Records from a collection
┌────────

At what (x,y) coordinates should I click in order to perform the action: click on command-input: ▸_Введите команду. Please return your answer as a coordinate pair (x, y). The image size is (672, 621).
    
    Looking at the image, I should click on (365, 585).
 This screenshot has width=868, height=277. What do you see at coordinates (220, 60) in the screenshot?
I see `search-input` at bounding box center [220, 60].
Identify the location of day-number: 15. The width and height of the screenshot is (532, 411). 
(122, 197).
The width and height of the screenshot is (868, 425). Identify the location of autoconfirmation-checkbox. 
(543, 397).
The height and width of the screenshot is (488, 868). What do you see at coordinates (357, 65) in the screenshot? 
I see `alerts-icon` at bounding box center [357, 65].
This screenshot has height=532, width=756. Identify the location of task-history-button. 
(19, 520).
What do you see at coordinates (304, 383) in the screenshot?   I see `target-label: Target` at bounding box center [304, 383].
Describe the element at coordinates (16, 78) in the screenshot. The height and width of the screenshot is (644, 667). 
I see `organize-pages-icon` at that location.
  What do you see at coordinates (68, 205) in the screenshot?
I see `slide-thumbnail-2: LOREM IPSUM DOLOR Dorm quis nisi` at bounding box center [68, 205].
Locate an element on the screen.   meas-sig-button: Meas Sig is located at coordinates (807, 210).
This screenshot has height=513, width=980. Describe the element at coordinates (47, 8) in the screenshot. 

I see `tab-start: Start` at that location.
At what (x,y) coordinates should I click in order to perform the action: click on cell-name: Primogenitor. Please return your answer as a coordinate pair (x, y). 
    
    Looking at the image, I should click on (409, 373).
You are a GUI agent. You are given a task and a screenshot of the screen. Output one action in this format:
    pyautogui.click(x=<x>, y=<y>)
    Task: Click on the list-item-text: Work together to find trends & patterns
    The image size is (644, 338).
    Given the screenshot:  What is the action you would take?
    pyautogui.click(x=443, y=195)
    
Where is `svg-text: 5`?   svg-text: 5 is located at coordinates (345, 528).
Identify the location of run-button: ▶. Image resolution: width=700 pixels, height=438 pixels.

└────────

• WHAT IS NEEDED:
Among the entries above, how many lines hold the string "text"? Give the number by itself.

• OUTPUT FOR THIS TASK:
2